Writing in the front

Unable to sleep at night, I decided to get up and ask a friend async&await question during the day’s work. In fact, I had always wanted to write something about this problem, but I was too lazy to do anything about it. Today still can’t help but want to vomit bad once, if have what to say wrong, welcome the criticism finger-pointing!

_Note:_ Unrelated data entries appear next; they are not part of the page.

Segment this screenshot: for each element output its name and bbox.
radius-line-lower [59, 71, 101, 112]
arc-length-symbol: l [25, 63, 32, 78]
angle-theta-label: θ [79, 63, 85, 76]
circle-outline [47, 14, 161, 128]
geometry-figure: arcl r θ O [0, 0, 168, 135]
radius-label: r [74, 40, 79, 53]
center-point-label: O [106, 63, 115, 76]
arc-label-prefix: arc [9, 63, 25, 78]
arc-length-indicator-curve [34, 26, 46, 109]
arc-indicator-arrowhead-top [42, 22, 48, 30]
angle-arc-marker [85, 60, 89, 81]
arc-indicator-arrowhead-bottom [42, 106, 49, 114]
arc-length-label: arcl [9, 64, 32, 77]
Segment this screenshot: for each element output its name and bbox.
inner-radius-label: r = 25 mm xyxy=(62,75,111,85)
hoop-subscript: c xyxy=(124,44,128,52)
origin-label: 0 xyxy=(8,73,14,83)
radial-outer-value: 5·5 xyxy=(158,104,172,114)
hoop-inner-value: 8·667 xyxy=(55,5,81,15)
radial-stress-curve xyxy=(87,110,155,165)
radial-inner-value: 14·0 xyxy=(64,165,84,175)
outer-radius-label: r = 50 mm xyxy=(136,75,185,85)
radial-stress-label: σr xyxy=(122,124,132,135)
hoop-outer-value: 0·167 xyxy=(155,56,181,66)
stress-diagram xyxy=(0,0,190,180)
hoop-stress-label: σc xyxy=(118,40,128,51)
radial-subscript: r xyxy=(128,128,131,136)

Problems with asynchronous functions in front-end projects

Nowadays front-end projects are full of such a large number of asynchronous operations. Due to the rise of async & await, TODAY I saw my friend’s project code is full of try catch. The code is roughly as follows:

function request(type) {
    return new Promise((resolve, reject) = > {
        setTimeout(() = > {
            type === 'a' ? resolve('resolve') : reject('reject')},2000); })}async function getData() {
    try {
        let ret1 = await request('a');
    }catch(error){
        // todo 
    }

    try {
        let ret2 = await request('b');
    } catch (error) {
        // todo
    }

    try {
        let ret3 = await request('c');
    } catch (error) {
        // todo
    }
}
getData();
Copy the code

The solution

I can’t stand a lot of try catches in a complex business. Something must be done to solve the problem. First, we need to make it clear that the promise after await must be a resolve state to get the result correctly. To resolve this problem, async must return a resolve state, but errors cannot be ignored. Combined with nodeJS error first, we can return errors and results as an array, and we have the following code:

/** * Advanced processing that accepts a promise and returns a resolve promise@param {*} promise 
 */
const hRequest = promise= > promise.then(res= > [undefined, res]).catch(err= > [err,undefined])


async function getData2() {
    let err,result;
    [err,result] = await hRequest(request('a'));
    console.log(err,result);
    [err,result] = await hRequest(request('b'));
    console.log(err,result);
}
getData2();
Copy the code

The last

After this transformation, you can first determine whether there is an error, and then deal with your business.